If you could have something named after you, what would it be?
The blog prompt for today got me thinking about how much I enjoy Texas State Parks and how many opportunities there are for volunteers like me and my Master Naturalist friends to help out and educate the public at them.
View across the dam at Meridian State Park
Sadly, there’s no State Park in Milam County, so our El Camino Real Master Naturalist Chapter have had to make our own opportunities, like our Wildscape that Catherine Johnson spearheaded. Another group is working on a project at Sugarloaf Mountain, a cool site in the county.
We don’t have much public land, if any in Milam County. Thank goodness someone donated land for this park!
So, if I had anything named after me, I’d love it to be a State Park in Milam County. Of course, our ranch isn’t big enough to be one. And we don’t own it all ourselves. So I’d have to get really wealthy and buy up some scenic land. It’s just a dream, but I’ll help out anyone else who wants to create one!
I hope my park would have cool beehives like the one I found yesterday on the dam! Watch this video!
Until the Suna State Park is developed, I’ll just keep visiting others and documenting the biodiversity at each one.
Lee and I talked about printing some of our best photos to decorate Seneca the motor home. This is a juniper hairstreak on antelope horn milkweed.
The next trip will be to a Corps of Engineers park with people from our former church. That will be more social camping! Enjoy more photos from yesterday. Which do you think would make good wall decor?
Red admiralTexas beautiesNarrow leaf poccoon whatever that isMore purple paintbrush LakesideSpillwayVerbenaEngelmann daisyTexas yellow star, I thinkPossumhaw Red admiral on juniperTrailCactus coreid bug, maybeBack of damOrange sulphur YuccaBuckeye Little egg
Moody morning Weaving progressRode Drew outside the round pen for the first time. Amazing sunset from College Station Costco parking lot. Dallas Cowboys manicure.
Recently, I was talking to one of my old friends about being mistaken for a man. It happens to her fairly often, depending on how she’s dressed, since she is not shaped like the stereotypical Barbie-doll person, has short hair, often dresses androgynously, and is blessed with a deep voice (one of my favorite former singing partners). It doesn’t happen to me very often, probably because I like shiny accessories so much. Neither my friend nor I are particularly bothered by being mis-gendered, though I know it can be really difficult for some of our other friends, especially those who are trans.
I’ve talked about this before, but I tend to see my father’s face when I look in a mirror; I don’t have especially “feminine” features. And, now that my hair is quite short, it’s more noticeable, even though we all probably know enough people with different lengths, styles, and colors of hair to realize that any hair stereotype out there is pretty outdated. So, I was prepared to see interesting results when I tried that new AI software that turns your photographs into cartoons or paintings. As you can see, one setting gave me blue eyes and made me look like a 12-year-old boy.
My lovely friend.
I’d seen a few that my female-identified friends had done, and they looked cute/pretty and like women. I admit my example here is extremely lovely, but you can see they gave her eyelashes, lipstick, and such. That makes me think that the software makes a guess about whether an image is of a male or a female. I’d love to see more images from people who don’t identify one way or the other or who provide few cues to what they are trying to tell the world about themselves.
Adding glasses made me look more like a woman, but increased bye crossed-eyes.
Another thing that I notice about this software is that it’s very literal. I appear to have a “lazy eye” in most of the AI renderings, though at least in some of the photos I used I had appropriately brown eyes. The thing is, these things look nothing at all like me, whereas the ones I’ve seen of other people at least resemble them enough that you can say, “Ah, that’s so and so.” Well, it’s no big secret that AI is not perfect and that it is worse with women and people of color than men. Of note: none of my friends with darker complexions posted their little cartoon heads, unless I just didn’t see it in my feed, which is a possibility.
The bottom line for me is that the images are just plain…plain. Dare I say unattractive? I don’t imagine myself as some raving beauty, but I hope I am not as aesthetically displeasing as these images came out. The ambiguous, gender-fluid aspect is fine, even fun, but I’d like to be an attractive guy!
It did a great job on the wrinkles and blew up my eyes.
I look like someone’s Uncle Ernie
This one is just plain spooky.
I don’t know who this sneering person is, but it isn’t me.
Oh, vanity, thy name turns out to be Suna, and THAT is not pretty, at all. Let’s change the topic, so you can enjoy Alfred and Goldie getting along well, and a nice photo of Goldie. I wish they hadn’t cropped her ears, but she’s still got a sweet, yet noble face. Like me!
Things are good in the dog department.
Have you tried playing with the AI toy? Do you find it fun? I guess it appeals to fans of the selfie. Sometimes I am one of those, just because observing and recording the aging process is pretty fascinating.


INSTRUCTIONS FOR THE TASK
From the records, pick out and copy each line containing "Millions".

═════ EXTRACTED ENTRIES ═════

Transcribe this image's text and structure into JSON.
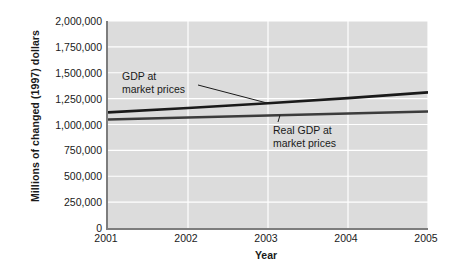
{
  "chart_data": {
    "type": "line",
    "title": "",
    "xlabel": "Year",
    "ylabel": "Millions of changed (1997) dollars",
    "x": [
      2001,
      2002,
      2003,
      2004,
      2005
    ],
    "xlim": [
      2001,
      2005
    ],
    "ylim": [
      0,
      2000000
    ],
    "xticks": [
      "2001",
      "2002",
      "2003",
      "2004",
      "2005"
    ],
    "yticks": [
      "0",
      "250,000",
      "500,000",
      "750,000",
      "1,000,000",
      "1,250,000",
      "1,500,000",
      "1,750,000",
      "2,000,000"
    ],
    "ytick_values": [
      0,
      250000,
      500000,
      750000,
      1000000,
      1250000,
      1500000,
      1750000,
      2000000
    ],
    "grid": true,
    "grid_color": "#ffffff",
    "plot_background": "#dcdcdc",
    "legend": "none",
    "series": [
      {
        "name": "GDP at market prices",
        "color": "#1a1a1a",
        "values": [
          1117000,
          1160000,
          1205000,
          1255000,
          1310000
        ]
      },
      {
        "name": "Real GDP at market prices",
        "color": "#3c3c3c",
        "values": [
          1049000,
          1068000,
          1087000,
          1107000,
          1126000
        ]
      }
    ],
    "annotations": [
      {
        "name": "gdp-at-market-prices",
        "line1": "GDP at",
        "line2": "market prices",
        "target_year": 2003,
        "target_value": 1205000
      },
      {
        "name": "real-gdp-at-market-prices",
        "line1": "Real GDP at",
        "line2": "market prices",
        "target_year": 2003.15,
        "target_value": 1090000
      }
    ]
  },
  "axes": {
    "y_title": "Millions of changed (1997) dollars",
    "x_title": "Year"
  }
}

═════

ANSWER FOR THIS EXERCISE
    "ylabel": "Millions of changed (1997) dollars",
    "y_title": "Millions of changed (1997) dollars",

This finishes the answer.